Winchester Vacancies

Ombudsman sees "significant increase" in heating and hot water cases

The Housing Ombudsman has revealed that it has seen a 60% increase in complaints on heating and hot water, with 1,600 received in 2021/22 and 1,491 received already in 2022/23.

The Ombudsman has made a maladministration finding in 59% of cases relating to heating and hot water this year, showing there are “fundamental issues within the sector”, it noted.

Following this, the Ombudsman has highlighted “key learning” from heating and hot water cases, including good practice when attempting a boiler replacement and continued concerns over communal heating.

The Ombudsman’s online casebook, published every two weeks, now totals more than 3,100 decisions.

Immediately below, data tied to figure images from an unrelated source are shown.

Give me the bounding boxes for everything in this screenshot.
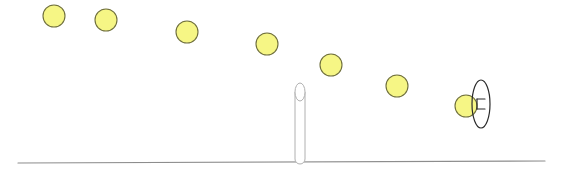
- ball-3: [176, 21, 198, 43]
- post-shaft: [295, 92, 305, 164]
- post-group: [295, 83, 305, 164]
- post-cap-ellipse: [295, 83, 305, 101]
- ball-5: [320, 54, 342, 76]
- ground-group: [18, 161, 545, 163]
- ball-7: [455, 95, 477, 117]
- ball-2: [95, 9, 117, 31]
- ball-series-group: [43, 5, 477, 117]
- ball-1: [43, 5, 65, 27]
- diagram-svg: [0, 0, 561, 179]
- trajectory-diagram-canvas: [0, 0, 561, 179]
- ground-line: [18, 161, 545, 163]
- ball-6: [386, 75, 408, 97]
- ball-4: [256, 33, 278, 55]
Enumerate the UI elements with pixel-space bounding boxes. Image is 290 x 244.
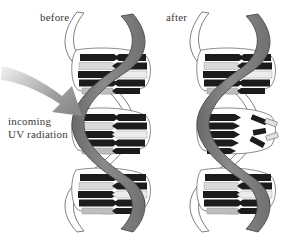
- label-uv-radiation: incoming UV radiation: [8, 115, 68, 141]
- label-before: before: [40, 11, 69, 24]
- label-uv-radiation-line2: UV radiation: [8, 128, 68, 141]
- uv-radiation-arrow: [1, 66, 82, 116]
- label-uv-radiation-line1: incoming: [8, 115, 68, 128]
- label-after: after: [166, 11, 187, 24]
- dna-uv-damage-figure: before after incoming UV radiation: [0, 0, 290, 244]
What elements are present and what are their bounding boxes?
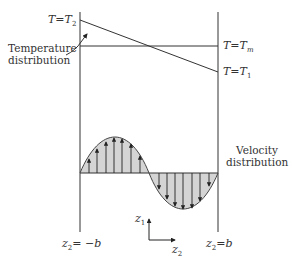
t2-sym: T: [65, 13, 72, 26]
label-t1: T=T1: [223, 66, 251, 82]
left-wall-label: z2= −b: [62, 238, 101, 254]
z2-sub: 2: [178, 250, 182, 258]
velocity-label-line2: distribution: [226, 156, 288, 168]
left-wall-rest: = −b: [72, 237, 101, 250]
t2-sub: 2: [72, 20, 76, 28]
temperature-label-line2: distribution: [8, 54, 70, 66]
temperature-distribution-label: Temperature distribution: [8, 42, 70, 66]
tm-sub: m: [247, 46, 254, 54]
t1-sym: T: [240, 65, 247, 78]
z1-axis-label: z1: [135, 213, 145, 229]
velocity-distribution-label: Velocity distribution: [226, 144, 288, 168]
z2-axis-label: z2: [172, 244, 182, 260]
t2-eq: =: [55, 13, 64, 26]
tm-sym: T: [240, 39, 247, 52]
right-wall-label: z2=b: [206, 238, 233, 254]
temperature-label-line1: Temperature: [8, 42, 70, 54]
tm-eq: =: [230, 39, 239, 52]
z1-sub: 1: [141, 219, 145, 227]
right-wall-rest: =b: [216, 237, 232, 250]
label-tm: T=Tm: [223, 40, 254, 56]
label-t2: T=T2: [48, 14, 76, 30]
t1-eq: =: [230, 65, 239, 78]
t1-sub: 1: [247, 72, 251, 80]
velocity-label-line1: Velocity: [226, 144, 288, 156]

As reported by the Ombudsman, the decisions published featuring a heating and hot water issue include:

  • Citizen Housing’s response to the need for a replacement boiler after a gas safety check. The landlord acted appropriately and carried out annual gas safety check as required, capped the gas supply due to ‘immediate danger’, and provided heating alternatives during the cap. It also listened and acted on resident concerns about the gas pipes and tried to accommodate their wishes.
  • A maladministration finding for L&Q after it left a resident to sofa surf in order to live in a warm home, after failing to respond adequately to problems with a residents heating system. The organisation failed to log the repair to the ground/air source heat pump and subsequently took eight months to resolve. Compensation then did not cover the full time the resident suffered with this issue.
  • A case involving Southern Housing Group concerning a communal heating and hot water system. "As the landlord is responsible for heating and hot water within the property, we found service failure as it was unacceptable that recurrent issues impacted on the resident’s ability to have adequate supply," the Ombudsman said. Failings included missed appointments; repairs delays/not resolving the issues in line with published standards; and complaint response delay.
  • A district heating charge complaint with Gentoo Group in which there was no maladministration after the landlord kept the resident up to date throughout the complaint and provided transparency on costs where it could. With the cost-of-living crisis in the forefront of people’s minds, keeping residents up to date with any charges and responding appropriately to their concerns shows good practice.

The cases come two years after the Ombudsman’s Spotlight report on complaints about heating, hot water and energy in social housing, which delivered 40 recommendations including providing “clear information around heating and responding appropriately to the needs of vulnerable residents”.

Richard Blakeway, Housing Ombudsman, said: “We are handling unprecedented volumes of cases on heating and hot water. Given the energy crisis and time of year, it is essential for landlords to learn and improve from complaints.

“These cases give a small glimpse of the type of cases we’ve seen concerning heating and hot water. We’re seeing landlords make the same errors in these cases and it is imperative the sector reflects on the learning from these cases.

“Too often landlords are not fixing these problems first time around, which is then causing distress to residents. Communication can often be poor too, not keeping residents up to date on their repair and not adhering to complaints timescales."

Blakeway said the Ombudman service had also seen landlords not provide alternative heating when a boiler isn’t working and therefore residents left without heating for extended periods of time. "Another important piece of learning is around vulnerabilities in these cases. Landlords have to record and respond to vulnerabilities given the detriment it can cause.

“A selection of good and poor practice means this guide gives a full picture on how landlords can get this right and learn from service failure. This includes continued issues for residents with heat networks or other communal heating.

“As heating becomes more under the spotlight with the drive towards decarbonisation, landlords should ensure they keep doing the basics well and ensure when they are developing net zero strategies, that residents are at the heart of their thinking.”

This comes as the Housing Ombudsman has announced that it expects to deliver more than 10,000 investigations in 2023-24, which will be a four-fold rise.

The service has introduced a new operating model improving efficiency and the plan sets out the resources required to deliver “timeliness, quality and impact”, the Ombudsman said.

The plan anticipates a year of further change for social landlords with the progression of the Social Housing (Regulation) Bill and reforms in the Social Housing White Paper.